Timothy Snyder presents the first lecture of this year’s Elie Wiesel Memorial Lecture Series

Photo Credit: Marcin Czerniawski / Unspalsh

By Jazmine Ramos

Boston University News Service

Timothy Snyder presented the first lecture in the Elie Wiesel memorial lecture series Oct. 26 as a part of Boston University’s new holocaust, genocide and human rights major and interdisciplinary program. 

In the kick-off lecture presented in the Questrom School of Business auditorium, Snyder focused on the current war in Ukraine to the definition of genocide. 

Snyder is a history professor at Yale University and the author of “Black Earth: The Holocaust as History and Warning.” Snyder earned his doctorate at Oxford University and has published a variety of other best-selling works. 

Nancy Harrowitz, professor of Italian and Jewish studies at BU and director of the Elie Wiesel Center for Jewish Studies welcomed Snyder at the beginning of the lecture. The theme of this year’s Elie Wiesel lecture series was “Co-witnessing and Social Justice: Our responses to humanitarian crises.” 

“The subject of genocide is an uncomfortable one, and yet we need to confront it,” said Harrowitz while describing BU’s new major. “Trying to understand how atrocities of this magnitude can happen, as well as genocide prevention are crucially important studies for all those who care about a just society.”

Harrowitz explained that the new interdisciplinary program was founded on ideas that comparative studies on genocide and human rights are necessary for being studied together. 

Snyder began his lecture with this list of definite, bleak statements.

“We will kill one million. We will kill five million. We will obliterate them all. We will drive the children into the raging river,” Snyder said. We will throw the children into burning huts. They should not exist at all. We should execute them by firing squad.”

The lecture hall was completely silent. 

Snyder drew his arguments from Ukrainian journalists and the work of other Ukrainians and historians, he said. He used this collection to craft a thesis on the legal term of genocide and that genocide is a test of humanity and its obligations. 

The study of genocide is the search for patterns and details that help reveal things that may not be observed in everyday life, Snyder said. Further, he argued that the current experience of Ukrainians is genocide. He pulled from history to define what genocide means and used examples of sexual assault under the lens of genocide. 

“Genocide is about intention,” said Snyder. “The problem is not about the lack of intent. It’s about the superabundance of evidence.” He listed nine examples of how historians would go about evaluating intention as the foundation for his analysis. 

Snyder ended his lecture with the reiteration that history is a search for patterns. 

“Like the Holocaust, the category of genocide can offer us a way out,” said Snyder. “All that remains now is what we do next.” 

Before taking questions from the audience, Snyder took a moment of silence before stating once again the first series of dark statements he made when he first entered the room. 

The next lecture in the Elie Wiesel series will be on Nov. 9 by Irene Kacandes from Dartmouth College who will talk about social justice and co-witnessing.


→ **What is required**:
Instruction for the entries that follow: retype exactly the lines from the line with "Task: Click on the a: Help" to the line with "What do you see at coordinates (817, 11)", both included, and omit all others.
------------
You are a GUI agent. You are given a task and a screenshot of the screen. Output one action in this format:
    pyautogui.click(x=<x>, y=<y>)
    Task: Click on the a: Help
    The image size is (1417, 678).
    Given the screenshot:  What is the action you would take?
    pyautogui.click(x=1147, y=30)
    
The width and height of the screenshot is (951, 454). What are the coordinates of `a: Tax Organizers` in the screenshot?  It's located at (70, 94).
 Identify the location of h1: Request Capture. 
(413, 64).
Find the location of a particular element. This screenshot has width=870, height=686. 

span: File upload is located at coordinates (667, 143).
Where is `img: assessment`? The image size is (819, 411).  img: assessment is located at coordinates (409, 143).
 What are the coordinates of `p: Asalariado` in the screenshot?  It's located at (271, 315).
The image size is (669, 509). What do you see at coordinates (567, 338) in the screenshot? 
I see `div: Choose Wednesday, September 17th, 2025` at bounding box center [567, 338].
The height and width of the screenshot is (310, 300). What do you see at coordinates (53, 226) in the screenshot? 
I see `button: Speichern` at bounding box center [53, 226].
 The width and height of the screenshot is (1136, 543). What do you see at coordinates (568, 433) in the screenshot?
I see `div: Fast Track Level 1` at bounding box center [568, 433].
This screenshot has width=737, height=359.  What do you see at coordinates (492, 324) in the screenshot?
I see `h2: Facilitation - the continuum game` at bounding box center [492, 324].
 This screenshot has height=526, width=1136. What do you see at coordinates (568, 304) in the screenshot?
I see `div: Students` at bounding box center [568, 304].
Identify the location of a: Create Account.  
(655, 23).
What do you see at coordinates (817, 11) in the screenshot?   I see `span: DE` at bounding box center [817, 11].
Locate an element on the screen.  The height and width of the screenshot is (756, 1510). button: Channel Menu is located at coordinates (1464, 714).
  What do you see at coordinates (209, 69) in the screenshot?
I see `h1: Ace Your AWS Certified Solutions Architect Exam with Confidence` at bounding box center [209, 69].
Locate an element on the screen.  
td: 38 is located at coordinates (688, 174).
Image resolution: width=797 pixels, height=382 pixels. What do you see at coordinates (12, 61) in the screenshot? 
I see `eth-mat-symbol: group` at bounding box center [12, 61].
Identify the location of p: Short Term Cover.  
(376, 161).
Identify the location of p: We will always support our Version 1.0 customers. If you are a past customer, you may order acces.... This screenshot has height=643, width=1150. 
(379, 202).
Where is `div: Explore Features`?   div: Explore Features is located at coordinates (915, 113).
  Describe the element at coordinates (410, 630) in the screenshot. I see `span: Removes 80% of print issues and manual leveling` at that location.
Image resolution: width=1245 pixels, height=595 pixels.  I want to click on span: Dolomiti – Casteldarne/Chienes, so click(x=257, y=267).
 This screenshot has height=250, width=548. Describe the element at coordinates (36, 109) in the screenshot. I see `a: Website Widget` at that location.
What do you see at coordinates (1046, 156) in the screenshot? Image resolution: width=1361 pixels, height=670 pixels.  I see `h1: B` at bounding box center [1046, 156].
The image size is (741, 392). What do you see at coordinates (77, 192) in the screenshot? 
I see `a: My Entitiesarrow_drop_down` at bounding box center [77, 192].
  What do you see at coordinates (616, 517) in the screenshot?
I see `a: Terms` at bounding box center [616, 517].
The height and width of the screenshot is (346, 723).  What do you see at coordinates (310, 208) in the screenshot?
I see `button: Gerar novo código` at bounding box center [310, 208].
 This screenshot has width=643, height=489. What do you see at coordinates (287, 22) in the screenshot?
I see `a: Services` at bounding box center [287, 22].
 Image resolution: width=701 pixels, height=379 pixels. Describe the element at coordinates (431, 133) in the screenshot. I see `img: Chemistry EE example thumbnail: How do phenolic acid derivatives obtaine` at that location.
------------
→ **Solved exercise**:
    Task: Click on the a: Help
    The image size is (1417, 678).
    Given the screenshot:  What is the action you would take?
    pyautogui.click(x=1147, y=30)
    
The width and height of the screenshot is (951, 454). What are the coordinates of `a: Tax Organizers` in the screenshot?  It's located at (70, 94).
 Identify the location of h1: Request Capture. 
(413, 64).
Find the location of a particular element. This screenshot has width=870, height=686. 

span: File upload is located at coordinates (667, 143).
Where is `img: assessment`? The image size is (819, 411).  img: assessment is located at coordinates (409, 143).
 What are the coordinates of `p: Asalariado` in the screenshot?  It's located at (271, 315).
The image size is (669, 509). What do you see at coordinates (567, 338) in the screenshot? 
I see `div: Choose Wednesday, September 17th, 2025` at bounding box center [567, 338].
The height and width of the screenshot is (310, 300). What do you see at coordinates (53, 226) in the screenshot? 
I see `button: Speichern` at bounding box center [53, 226].
 The width and height of the screenshot is (1136, 543). What do you see at coordinates (568, 433) in the screenshot?
I see `div: Fast Track Level 1` at bounding box center [568, 433].
This screenshot has width=737, height=359.  What do you see at coordinates (492, 324) in the screenshot?
I see `h2: Facilitation - the continuum game` at bounding box center [492, 324].
 This screenshot has height=526, width=1136. What do you see at coordinates (568, 304) in the screenshot?
I see `div: Students` at bounding box center [568, 304].
Identify the location of a: Create Account.  
(655, 23).
What do you see at coordinates (817, 11) in the screenshot?   I see `span: DE` at bounding box center [817, 11].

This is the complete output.